Prague residents are tired of tourists, 30 years after the end of communism

PRAGUE (Reuters) – The view from Pavel Kacirek’s apartment overlooking Prague’s majestic Old Town Square should make it your dream home, but hordes of tourists and congested streets mean that’s no longer the case .

As Czechs prepare to mark 30 years since the Velvet Revolution ended communism – ushering in a tourism boom and considerable wealth with it – not all local residents see the change as a positive.

“People have moved, so cheaper services, shops, restaurants have gone with them,” said Kacirek, 72, a documentary filmmaker.

“The monuments are here, the towers, the Gothic and the Baroque – they stand. But it’s really a Disneyland decoration.

Nearly 8 million tourists visited Prague last year, making it one of the most visited cities in Europe and putting pressure on local services serving 1.3 million residents.

One of the most acute problems is the lack of affordable housing, as many apartments are converted into offices or short-term housing.

Airbnb listed nearly 12,000 properties in Prague last year, according to Prague development institute IPR. The district encompassing the city center lost almost half of its inhabitants. Registered voters totaled 21,556 in 2017 compared to 36,862 in 1990.

Tourists now throng the historic streets and often take advantage of the cheap beer to party late into the night.

“The number of tourists is certainly more than Prague can handle,” the city’s mayor, Zdenek Hrib, told Reuters, adding that Prague was trying to attract more spendthrift visitors, including those who came for meetings. business.

“We’re trying to solve the Disneyland that’s evolving here.”

BENEFITS AND PROBLEMS

When communism ended in 1989, Prague was an unpolished diamond, shrouded in air pollution and devoid of services. Decades of underuse meant buildings were collapsing.
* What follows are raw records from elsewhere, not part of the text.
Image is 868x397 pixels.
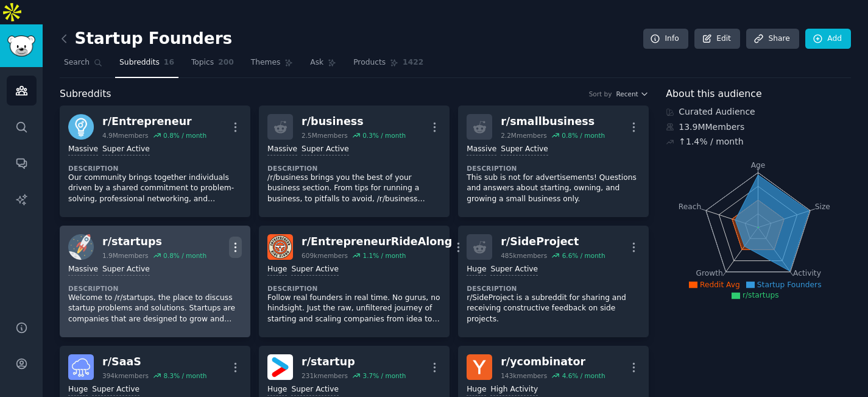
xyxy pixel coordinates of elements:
[268,234,293,260] img: EntrepreneurRideAlong
[589,89,613,98] div: Sort by
[268,384,287,396] div: Huge
[268,164,441,172] dt: Description
[643,29,688,49] a: Info
[69,164,242,172] dt: Description
[501,371,547,380] div: 143k members
[60,53,107,78] a: Search
[666,87,762,102] span: About this audience
[64,57,89,69] span: Search
[259,106,450,217] a: r/business2.5Mmembers0.3% / monthMassiveSuper ActiveDescription/r/business brings you the best of...
[616,89,638,98] span: Recent
[120,57,159,69] span: Subreddits
[291,264,339,276] div: Super Active
[751,161,766,170] tspan: Age
[467,144,497,155] div: Massive
[363,251,406,260] div: 1.1 % / month
[467,284,640,293] dt: Description
[467,293,640,325] p: r/SideProject is a subreddit for sharing and receiving constructive feedback on side projects.
[349,53,428,78] a: Products1422
[467,164,640,172] dt: Description
[268,284,441,293] dt: Description
[459,106,649,217] a: r/smallbusiness2.2Mmembers0.8% / monthMassiveSuper ActiveDescriptionThis sub is not for advertise...
[102,251,149,260] div: 1.9M members
[302,355,406,369] div: r/ startup
[69,355,94,380] img: SaaS
[793,269,822,277] tspan: Activity
[291,384,339,396] div: Super Active
[743,291,779,299] span: r/startups
[192,57,214,69] span: Topics
[259,225,450,337] a: EntrepreneurRideAlongr/EntrepreneurRideAlong609kmembers1.1% / monthHugeSuper ActiveDescriptionFol...
[60,87,112,102] span: Subreddits
[459,225,649,337] a: r/SideProject485kmembers6.6% / monthHugeSuper ActiveDescriptionr/SideProject is a subreddit for s...
[218,57,234,69] span: 200
[816,202,830,211] tspan: Size
[247,53,298,78] a: Themes
[102,131,149,140] div: 4.9M members
[163,251,206,260] div: 0.8 % / month
[758,281,822,289] span: Startup Founders
[69,144,98,155] div: Massive
[302,371,348,380] div: 231k members
[69,293,242,325] p: Welcome to /r/startups, the place to discuss startup problems and solutions. Startups are compani...
[268,264,287,276] div: Huge
[501,355,605,369] div: r/ ycombinator
[69,114,94,140] img: Entrepreneur
[102,144,150,155] div: Super Active
[354,57,386,69] span: Products
[302,144,349,155] div: Super Active
[491,264,538,276] div: Super Active
[302,234,452,250] div: r/ EntrepreneurRideAlong
[268,293,441,325] p: Follow real founders in real time. No gurus, no hindsight. Just the raw, unfiltered journey of st...
[102,264,150,276] div: Super Active
[102,371,149,380] div: 394k members
[102,234,206,250] div: r/ startups
[616,89,649,98] button: Recent
[562,371,606,380] div: 4.6 % / month
[700,281,740,289] span: Reddit Avg
[69,172,242,205] p: Our community brings together individuals driven by a shared commitment to problem-solving, profe...
[666,120,851,133] div: 13.9M Members
[302,131,348,140] div: 2.5M members
[467,264,486,276] div: Huge
[679,135,744,148] div: ↑ 1.4 % / month
[69,284,242,293] dt: Description
[562,131,605,140] div: 0.8 % / month
[562,251,606,260] div: 6.6 % / month
[302,114,406,129] div: r/ business
[501,144,549,155] div: Super Active
[491,384,538,396] div: High Activity
[805,29,851,49] a: Add
[69,384,88,396] div: Huge
[306,53,341,78] a: Ask
[268,144,297,155] div: Massive
[467,355,492,380] img: ycombinator
[102,114,206,129] div: r/ Entrepreneur
[501,251,547,260] div: 485k members
[92,384,140,396] div: Super Active
[102,355,206,369] div: r/ SaaS
[115,53,179,78] a: Subreddits16
[403,57,424,69] span: 1422
[164,57,174,69] span: 16
[310,57,323,69] span: Ask
[362,131,406,140] div: 0.3 % / month
[69,234,94,260] img: startups
[467,172,640,205] p: This sub is not for advertisements! Questions and answers about starting, owning, and growing a s...
[363,371,406,380] div: 3.7 % / month
[163,371,206,380] div: 8.3 % / month
[60,106,250,217] a: Entrepreneurr/Entrepreneur4.9Mmembers0.8% / monthMassiveSuper ActiveDescriptionOur community brin...
[7,36,36,57] img: GummySearch logo
[501,114,605,129] div: r/ smallbusiness
[268,355,293,380] img: startup
[467,384,486,396] div: Huge
[268,172,441,205] p: /r/business brings you the best of your business section. From tips for running a business, to pi...
[69,264,98,276] div: Massive
[501,234,605,250] div: r/ SideProject
[695,29,740,49] a: Edit
[251,57,281,69] span: Themes
[163,131,206,140] div: 0.8 % / month
[60,225,250,337] a: startupsr/startups1.9Mmembers0.8% / monthMassiveSuper ActiveDescriptionWelcome to /r/startups, th...
[302,251,348,260] div: 609k members
[501,131,547,140] div: 2.2M members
Billions of dollars in tourism investment and spending have since poured in, making Prague the wealthiest region in Central and Eastern Europe with a gross domestic product per capita at 187% of the EU average, data shows. from Eurostat in 2018.

Now, the main tourist areas of the city, especially around the castle and the Charles Bridge, are lined with souvenir shops, exchange offices and massage parlours.

“It’s about how Prague positions itself. If we stay a cheap bar, there will be slops,” architect Kristof Hanzlik said in his 17th-century-built family home that hugs the walls of Prague Castle gardens.

“If that big overcharge goes down, maybe some apartments will free up and people will start moving out.”

The city has taken steps to address the issue, including appointing a “night mayor” to clamp down on noise made by revelers at night.

Authorities have also evicted a handful of money changers that charged double-digit commissions and plan to end rentals at tourist shops in favor of services for locals.

It banned people from earning money by posing for photos in giant panda costumes in the Old Town Square and cracked down on pseudo-historic cars.

Beer bikes – which provide beer on tap and are powered by pedal drinkers – will be banned next season.

And a law allowing an increase in accommodation costs in Prague to 2 euros a night instead of 0.8 euros has been passed by parliament, even though Mayor Hrib says the ceiling should be higher in the center.

For now, however, many Czechs are avoiding the city center except to visit one of the few places where only locals can reserve a place.

“It’s a place to meet friends, it’s part of history,” said Martin Hlavac, an accountant, who inherited a weekly booking at the traditional U Zlateho Tygra pub from his mother who had been a regular since. 1960.